INFORMATION SHOWN:
#####

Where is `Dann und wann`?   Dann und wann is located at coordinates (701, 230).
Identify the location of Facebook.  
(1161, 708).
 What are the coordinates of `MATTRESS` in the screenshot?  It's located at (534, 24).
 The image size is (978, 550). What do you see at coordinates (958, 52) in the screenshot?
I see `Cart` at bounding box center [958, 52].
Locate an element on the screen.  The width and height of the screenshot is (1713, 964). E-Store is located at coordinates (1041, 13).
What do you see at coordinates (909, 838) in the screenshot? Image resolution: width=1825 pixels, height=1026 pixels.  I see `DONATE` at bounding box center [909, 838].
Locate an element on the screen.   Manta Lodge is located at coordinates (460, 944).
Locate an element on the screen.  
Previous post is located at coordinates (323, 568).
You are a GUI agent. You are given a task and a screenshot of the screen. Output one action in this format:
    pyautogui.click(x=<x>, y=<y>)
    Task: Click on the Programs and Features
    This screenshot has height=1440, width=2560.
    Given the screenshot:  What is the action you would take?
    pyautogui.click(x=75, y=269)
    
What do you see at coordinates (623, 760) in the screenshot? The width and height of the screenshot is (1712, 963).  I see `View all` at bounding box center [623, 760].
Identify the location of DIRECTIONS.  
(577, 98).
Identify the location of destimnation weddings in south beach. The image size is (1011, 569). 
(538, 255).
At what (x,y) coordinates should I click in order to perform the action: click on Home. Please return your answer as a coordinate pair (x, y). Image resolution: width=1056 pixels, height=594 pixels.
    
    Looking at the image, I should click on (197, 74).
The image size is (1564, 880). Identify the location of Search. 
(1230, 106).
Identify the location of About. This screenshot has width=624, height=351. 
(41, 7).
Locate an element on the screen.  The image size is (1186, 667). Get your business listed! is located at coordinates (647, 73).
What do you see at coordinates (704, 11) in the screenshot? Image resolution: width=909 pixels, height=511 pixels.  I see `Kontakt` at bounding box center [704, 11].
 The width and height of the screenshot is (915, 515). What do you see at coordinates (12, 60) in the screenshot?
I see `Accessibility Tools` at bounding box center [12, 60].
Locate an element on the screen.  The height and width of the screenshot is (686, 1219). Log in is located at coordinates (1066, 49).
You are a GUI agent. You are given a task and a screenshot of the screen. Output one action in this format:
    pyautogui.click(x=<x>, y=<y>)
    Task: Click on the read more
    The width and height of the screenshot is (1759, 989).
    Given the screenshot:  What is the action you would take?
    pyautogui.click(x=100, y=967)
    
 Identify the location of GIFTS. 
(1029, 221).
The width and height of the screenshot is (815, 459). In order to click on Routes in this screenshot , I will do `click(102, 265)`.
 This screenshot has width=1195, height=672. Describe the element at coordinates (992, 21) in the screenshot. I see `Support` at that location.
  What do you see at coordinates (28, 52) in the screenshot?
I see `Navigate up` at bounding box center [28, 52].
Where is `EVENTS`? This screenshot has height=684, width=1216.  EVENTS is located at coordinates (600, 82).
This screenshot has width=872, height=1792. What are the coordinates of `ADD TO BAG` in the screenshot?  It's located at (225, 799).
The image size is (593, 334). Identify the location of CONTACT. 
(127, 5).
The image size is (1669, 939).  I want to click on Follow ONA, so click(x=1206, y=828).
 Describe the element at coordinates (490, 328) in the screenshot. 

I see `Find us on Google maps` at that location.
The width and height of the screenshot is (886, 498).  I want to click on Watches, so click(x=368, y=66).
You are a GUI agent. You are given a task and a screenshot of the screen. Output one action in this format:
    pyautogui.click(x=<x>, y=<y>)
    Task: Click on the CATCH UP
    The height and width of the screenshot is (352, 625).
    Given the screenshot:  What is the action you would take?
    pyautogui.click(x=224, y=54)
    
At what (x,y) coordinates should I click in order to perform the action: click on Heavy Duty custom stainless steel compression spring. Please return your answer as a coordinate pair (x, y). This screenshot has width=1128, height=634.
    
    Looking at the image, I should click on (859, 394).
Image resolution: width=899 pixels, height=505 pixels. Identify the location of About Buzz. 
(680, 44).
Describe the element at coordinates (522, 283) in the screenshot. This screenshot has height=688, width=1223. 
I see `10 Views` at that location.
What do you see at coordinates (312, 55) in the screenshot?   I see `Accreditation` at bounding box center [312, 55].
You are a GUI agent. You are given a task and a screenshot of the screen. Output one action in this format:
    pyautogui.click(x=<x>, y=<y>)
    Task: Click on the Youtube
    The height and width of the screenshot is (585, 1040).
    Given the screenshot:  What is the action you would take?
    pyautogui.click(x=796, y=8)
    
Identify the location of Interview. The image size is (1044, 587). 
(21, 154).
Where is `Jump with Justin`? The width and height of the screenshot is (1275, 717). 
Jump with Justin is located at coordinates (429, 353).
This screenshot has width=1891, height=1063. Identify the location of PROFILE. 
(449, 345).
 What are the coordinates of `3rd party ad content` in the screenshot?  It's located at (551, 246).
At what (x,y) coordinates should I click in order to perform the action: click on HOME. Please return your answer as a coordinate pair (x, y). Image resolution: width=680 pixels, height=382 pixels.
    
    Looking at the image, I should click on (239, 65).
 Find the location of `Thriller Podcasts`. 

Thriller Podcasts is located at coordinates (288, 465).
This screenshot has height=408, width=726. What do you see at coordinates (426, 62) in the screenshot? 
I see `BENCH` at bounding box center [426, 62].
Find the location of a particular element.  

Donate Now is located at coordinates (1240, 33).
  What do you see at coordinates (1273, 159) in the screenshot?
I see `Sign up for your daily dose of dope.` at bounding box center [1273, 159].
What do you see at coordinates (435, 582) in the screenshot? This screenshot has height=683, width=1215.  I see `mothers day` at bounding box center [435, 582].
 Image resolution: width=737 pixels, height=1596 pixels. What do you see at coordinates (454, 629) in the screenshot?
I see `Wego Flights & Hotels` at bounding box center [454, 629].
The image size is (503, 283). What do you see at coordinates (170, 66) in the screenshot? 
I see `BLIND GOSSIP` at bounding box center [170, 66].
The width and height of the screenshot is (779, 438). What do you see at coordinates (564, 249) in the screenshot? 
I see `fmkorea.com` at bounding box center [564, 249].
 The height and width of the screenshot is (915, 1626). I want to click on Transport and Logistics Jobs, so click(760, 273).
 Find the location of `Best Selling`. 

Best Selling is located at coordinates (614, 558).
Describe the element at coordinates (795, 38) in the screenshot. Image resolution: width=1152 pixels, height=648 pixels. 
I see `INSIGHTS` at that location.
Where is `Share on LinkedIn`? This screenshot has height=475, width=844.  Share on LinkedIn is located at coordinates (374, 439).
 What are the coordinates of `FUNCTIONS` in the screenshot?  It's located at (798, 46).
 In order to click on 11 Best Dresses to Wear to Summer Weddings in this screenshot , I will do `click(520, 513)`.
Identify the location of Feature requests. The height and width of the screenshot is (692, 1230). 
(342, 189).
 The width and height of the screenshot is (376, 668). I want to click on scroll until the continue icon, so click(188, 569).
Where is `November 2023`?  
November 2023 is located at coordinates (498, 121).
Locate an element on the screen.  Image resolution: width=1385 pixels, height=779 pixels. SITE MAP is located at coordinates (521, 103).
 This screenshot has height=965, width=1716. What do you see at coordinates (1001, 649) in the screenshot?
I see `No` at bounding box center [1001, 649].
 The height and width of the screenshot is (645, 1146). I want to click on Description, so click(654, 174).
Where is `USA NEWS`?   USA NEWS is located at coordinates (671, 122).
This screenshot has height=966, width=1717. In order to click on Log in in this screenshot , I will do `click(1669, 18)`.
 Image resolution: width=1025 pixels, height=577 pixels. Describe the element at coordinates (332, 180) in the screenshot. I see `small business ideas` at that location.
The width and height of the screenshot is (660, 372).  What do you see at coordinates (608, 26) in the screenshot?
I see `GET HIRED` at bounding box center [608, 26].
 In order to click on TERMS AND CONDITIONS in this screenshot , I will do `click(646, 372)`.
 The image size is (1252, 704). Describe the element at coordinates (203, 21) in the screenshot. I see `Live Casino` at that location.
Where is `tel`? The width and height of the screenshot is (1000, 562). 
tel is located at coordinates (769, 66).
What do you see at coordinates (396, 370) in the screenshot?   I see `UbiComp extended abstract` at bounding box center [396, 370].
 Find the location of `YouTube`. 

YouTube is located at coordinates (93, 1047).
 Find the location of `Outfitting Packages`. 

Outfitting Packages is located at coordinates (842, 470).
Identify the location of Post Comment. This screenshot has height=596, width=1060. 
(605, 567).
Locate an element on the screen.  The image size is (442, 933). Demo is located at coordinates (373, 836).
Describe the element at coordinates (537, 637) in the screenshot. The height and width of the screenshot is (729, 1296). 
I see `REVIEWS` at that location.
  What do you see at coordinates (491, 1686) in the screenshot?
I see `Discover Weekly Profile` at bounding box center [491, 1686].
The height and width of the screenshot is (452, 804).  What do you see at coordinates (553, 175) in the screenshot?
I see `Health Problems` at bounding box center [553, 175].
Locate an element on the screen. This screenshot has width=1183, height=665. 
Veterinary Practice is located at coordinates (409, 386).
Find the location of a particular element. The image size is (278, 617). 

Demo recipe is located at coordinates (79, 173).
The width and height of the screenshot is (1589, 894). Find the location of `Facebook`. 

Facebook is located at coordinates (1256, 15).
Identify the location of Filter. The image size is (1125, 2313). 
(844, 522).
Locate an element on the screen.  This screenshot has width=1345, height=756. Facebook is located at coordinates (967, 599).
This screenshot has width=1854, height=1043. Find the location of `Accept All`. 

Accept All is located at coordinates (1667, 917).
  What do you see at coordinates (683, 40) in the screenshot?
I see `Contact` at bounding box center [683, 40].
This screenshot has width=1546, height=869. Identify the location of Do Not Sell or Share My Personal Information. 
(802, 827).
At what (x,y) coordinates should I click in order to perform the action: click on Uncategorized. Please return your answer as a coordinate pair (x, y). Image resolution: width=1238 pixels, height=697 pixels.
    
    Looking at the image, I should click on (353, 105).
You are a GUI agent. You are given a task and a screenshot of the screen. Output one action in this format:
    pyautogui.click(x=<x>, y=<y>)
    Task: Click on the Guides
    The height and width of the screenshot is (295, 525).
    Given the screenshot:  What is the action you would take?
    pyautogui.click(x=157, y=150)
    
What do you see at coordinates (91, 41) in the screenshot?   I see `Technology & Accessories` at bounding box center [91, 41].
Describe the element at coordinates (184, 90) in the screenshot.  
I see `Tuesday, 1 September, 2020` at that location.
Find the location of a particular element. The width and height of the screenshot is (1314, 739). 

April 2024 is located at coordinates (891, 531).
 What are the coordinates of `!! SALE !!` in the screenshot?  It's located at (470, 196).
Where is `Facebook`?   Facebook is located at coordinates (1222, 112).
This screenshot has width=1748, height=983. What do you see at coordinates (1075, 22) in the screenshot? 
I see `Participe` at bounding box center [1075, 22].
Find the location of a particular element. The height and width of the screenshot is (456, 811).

#####

WORK ORDER:
Retype exactly, and only, the lines that run from the one with "Identify the location of Filter." through the final line of the entries.

WRITTEN SOLUTION:
Identify the location of Filter. The image size is (1125, 2313). 
(844, 522).
Locate an element on the screen.  This screenshot has width=1345, height=756. Facebook is located at coordinates (967, 599).
This screenshot has width=1854, height=1043. Find the location of `Accept All`. 

Accept All is located at coordinates (1667, 917).
  What do you see at coordinates (683, 40) in the screenshot?
I see `Contact` at bounding box center [683, 40].
This screenshot has width=1546, height=869. Identify the location of Do Not Sell or Share My Personal Information. 
(802, 827).
At what (x,y) coordinates should I click in order to perform the action: click on Uncategorized. Please return your answer as a coordinate pair (x, y). Image resolution: width=1238 pixels, height=697 pixels.
    
    Looking at the image, I should click on (353, 105).
You are a GUI agent. You are given a task and a screenshot of the screen. Output one action in this format:
    pyautogui.click(x=<x>, y=<y>)
    Task: Click on the Guides
    The height and width of the screenshot is (295, 525).
    Given the screenshot:  What is the action you would take?
    pyautogui.click(x=157, y=150)
    
What do you see at coordinates (91, 41) in the screenshot?   I see `Technology & Accessories` at bounding box center [91, 41].
Describe the element at coordinates (184, 90) in the screenshot.  
I see `Tuesday, 1 September, 2020` at that location.
Find the location of a particular element. The width and height of the screenshot is (1314, 739). 

April 2024 is located at coordinates (891, 531).
 What are the coordinates of `!! SALE !!` in the screenshot?  It's located at (470, 196).
Where is `Facebook`?   Facebook is located at coordinates (1222, 112).
This screenshot has width=1748, height=983. What do you see at coordinates (1075, 22) in the screenshot? 
I see `Participe` at bounding box center [1075, 22].
Find the location of a particular element. The height and width of the screenshot is (456, 811).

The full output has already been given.